Forum Discussion
Autofill alphabet
- Jul 07, 2021
The attached has a legacy formula as well as the dynamic array formula
= MID(ADDRESS(1, ROW()),2,1+(ROW()>26))I could also include a Lambda function version but that is only useful with the beta release versions of Excel. I am not sure whether APL supported functional programming style; FORTRAN IV certainly didn't!
The attached has a legacy formula as well as the dynamic array formula
= MID(ADDRESS(1, ROW()),2,1+(ROW()>26))I could also include a Lambda function version but that is only useful with the beta release versions of Excel. I am not sure whether APL supported functional programming style; FORTRAN IV certainly didn't!
- PeterBartholomew1Jul 08, 2021Silver Contributor
Hi Chuck, as a former APL developer you might be more tolerant than I am of expressions that need to be 'decoded' as opposed to 'read'. A few years ago (2015) I realised that I profoundly disagreed with the proponents of a financial modelling standard as to what constitutes 'best practice' in writing spreadsheet solutions.
[By 'profoundly disagreed' I mean that, for about 25% of their statements, I would replace the word NEVER by ALWAYS]
If you really want to investigate 'new tricks', I could take you through some of the ideas I am exploring. By way of warning, the starting point is 'forget what you think you know about spreadsheets' and begin from scratch with 365 dynamic arrays. No direct cell references and avoid relative referencing wherever possible.
To go from column codes to column numbers I might write
= LET( n, LEN(string), k, SEQUENCE(n), chr, MID(string, k, 1), code, CODE(chr), v, BITAND(code,63), p, 26^(n-k), SUM(v*p) )even though
= COLUMN(INDIRECT(string&1))would be shorter. The former will accept "XFE" as a string to convert, whereas the latter throws a #REF! error.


Your answer should repeat the entries in full, exactly as given, with no pictures.

---------- Input records ----------

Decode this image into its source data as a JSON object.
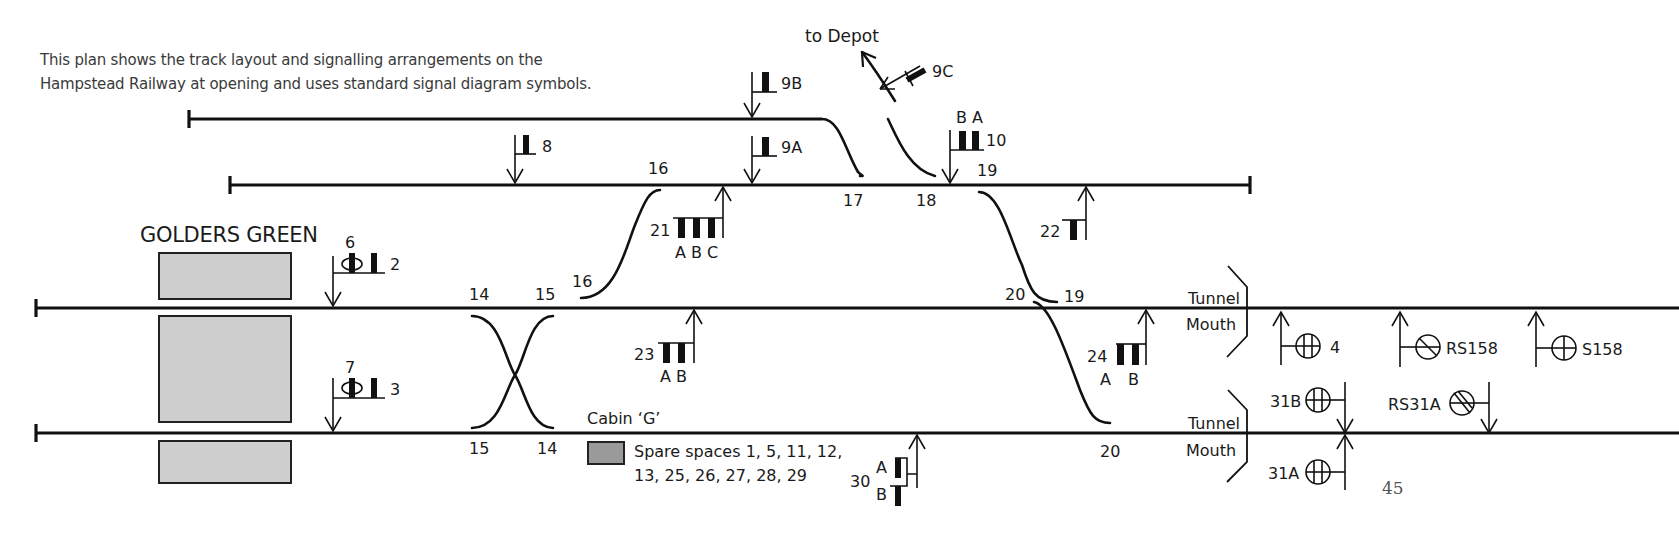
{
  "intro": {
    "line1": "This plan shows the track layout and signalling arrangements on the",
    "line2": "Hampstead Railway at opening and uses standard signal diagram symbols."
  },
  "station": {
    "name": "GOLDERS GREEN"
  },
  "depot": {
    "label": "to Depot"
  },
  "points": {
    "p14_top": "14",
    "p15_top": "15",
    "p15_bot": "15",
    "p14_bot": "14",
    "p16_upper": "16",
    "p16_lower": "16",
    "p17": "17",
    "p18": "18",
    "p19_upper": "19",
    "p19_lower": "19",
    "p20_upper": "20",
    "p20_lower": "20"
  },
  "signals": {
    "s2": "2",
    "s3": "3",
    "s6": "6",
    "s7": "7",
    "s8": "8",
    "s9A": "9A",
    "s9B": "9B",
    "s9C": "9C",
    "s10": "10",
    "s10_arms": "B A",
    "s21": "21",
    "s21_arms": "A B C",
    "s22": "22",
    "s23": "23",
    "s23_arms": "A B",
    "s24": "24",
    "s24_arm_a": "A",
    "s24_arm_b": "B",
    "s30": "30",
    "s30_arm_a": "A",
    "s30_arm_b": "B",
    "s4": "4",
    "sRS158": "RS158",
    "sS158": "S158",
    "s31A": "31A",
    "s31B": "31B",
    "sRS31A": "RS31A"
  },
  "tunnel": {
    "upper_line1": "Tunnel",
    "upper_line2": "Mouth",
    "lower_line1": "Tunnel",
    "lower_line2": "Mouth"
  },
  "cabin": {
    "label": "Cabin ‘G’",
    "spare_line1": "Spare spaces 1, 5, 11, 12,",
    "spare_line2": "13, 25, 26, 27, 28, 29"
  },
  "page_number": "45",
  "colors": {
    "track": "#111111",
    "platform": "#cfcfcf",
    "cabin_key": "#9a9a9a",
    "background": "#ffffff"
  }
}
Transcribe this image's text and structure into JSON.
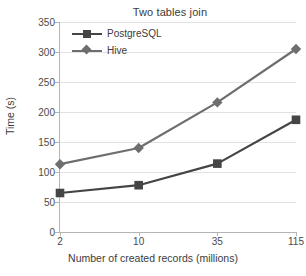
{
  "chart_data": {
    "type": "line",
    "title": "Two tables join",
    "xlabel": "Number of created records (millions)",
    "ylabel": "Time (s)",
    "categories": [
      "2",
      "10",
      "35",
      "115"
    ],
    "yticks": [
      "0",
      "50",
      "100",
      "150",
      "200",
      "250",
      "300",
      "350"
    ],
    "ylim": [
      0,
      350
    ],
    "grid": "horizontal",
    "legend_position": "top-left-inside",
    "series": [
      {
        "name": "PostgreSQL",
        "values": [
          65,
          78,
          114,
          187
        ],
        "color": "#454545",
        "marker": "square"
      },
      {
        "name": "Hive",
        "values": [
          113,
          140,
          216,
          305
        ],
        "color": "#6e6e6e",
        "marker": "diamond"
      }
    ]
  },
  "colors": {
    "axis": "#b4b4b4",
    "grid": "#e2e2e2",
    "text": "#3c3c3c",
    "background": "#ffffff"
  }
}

----------

**Result for this exercise:**
Decode this image into its source data as a JSON object.
{
  "intro": {
    "line1": "This plan shows the track layout and signalling arrangements on the",
    "line2": "Hampstead Railway at opening and uses standard signal diagram symbols."
  },
  "station": {
    "name": "GOLDERS GREEN"
  },
  "depot": {
    "label": "to Depot"
  },
  "points": {
    "p14_top": "14",
    "p15_top": "15",
    "p15_bot": "15",
    "p14_bot": "14",
    "p16_upper": "16",
    "p16_lower": "16",
    "p17": "17",
    "p18": "18",
    "p19_upper": "19",
    "p19_lower": "19",
    "p20_upper": "20",
    "p20_lower": "20"
  },
  "signals": {
    "s2": "2",
    "s3": "3",
    "s6": "6",
    "s7": "7",
    "s8": "8",
    "s9A": "9A",
    "s9B": "9B",
    "s9C": "9C",
    "s10": "10",
    "s10_arms": "B A",
    "s21": "21",
    "s21_arms": "A B C",
    "s22": "22",
    "s23": "23",
    "s23_arms": "A B",
    "s24": "24",
    "s24_arm_a": "A",
    "s24_arm_b": "B",
    "s30": "30",
    "s30_arm_a": "A",
    "s30_arm_b": "B",
    "s4": "4",
    "sRS158": "RS158",
    "sS158": "S158",
    "s31A": "31A",
    "s31B": "31B",
    "sRS31A": "RS31A"
  },
  "tunnel": {
    "upper_line1": "Tunnel",
    "upper_line2": "Mouth",
    "lower_line1": "Tunnel",
    "lower_line2": "Mouth"
  },
  "cabin": {
    "label": "Cabin ‘G’",
    "spare_line1": "Spare spaces 1, 5, 11, 12,",
    "spare_line2": "13, 25, 26, 27, 28, 29"
  },
  "page_number": "45",
  "colors": {
    "track": "#111111",
    "platform": "#cfcfcf",
    "cabin_key": "#9a9a9a",
    "background": "#ffffff"
  }
}
Transcribe this image's text and structure into JSON.
{
  "chart_data": {
    "type": "line",
    "title": "Two tables join",
    "xlabel": "Number of created records (millions)",
    "ylabel": "Time (s)",
    "categories": [
      "2",
      "10",
      "35",
      "115"
    ],
    "yticks": [
      "0",
      "50",
      "100",
      "150",
      "200",
      "250",
      "300",
      "350"
    ],
    "ylim": [
      0,
      350
    ],
    "grid": "horizontal",
    "legend_position": "top-left-inside",
    "series": [
      {
        "name": "PostgreSQL",
        "values": [
          65,
          78,
          114,
          187
        ],
        "color": "#454545",
        "marker": "square"
      },
      {
        "name": "Hive",
        "values": [
          113,
          140,
          216,
          305
        ],
        "color": "#6e6e6e",
        "marker": "diamond"
      }
    ]
  },
  "colors": {
    "axis": "#b4b4b4",
    "grid": "#e2e2e2",
    "text": "#3c3c3c",
    "background": "#ffffff"
  }
}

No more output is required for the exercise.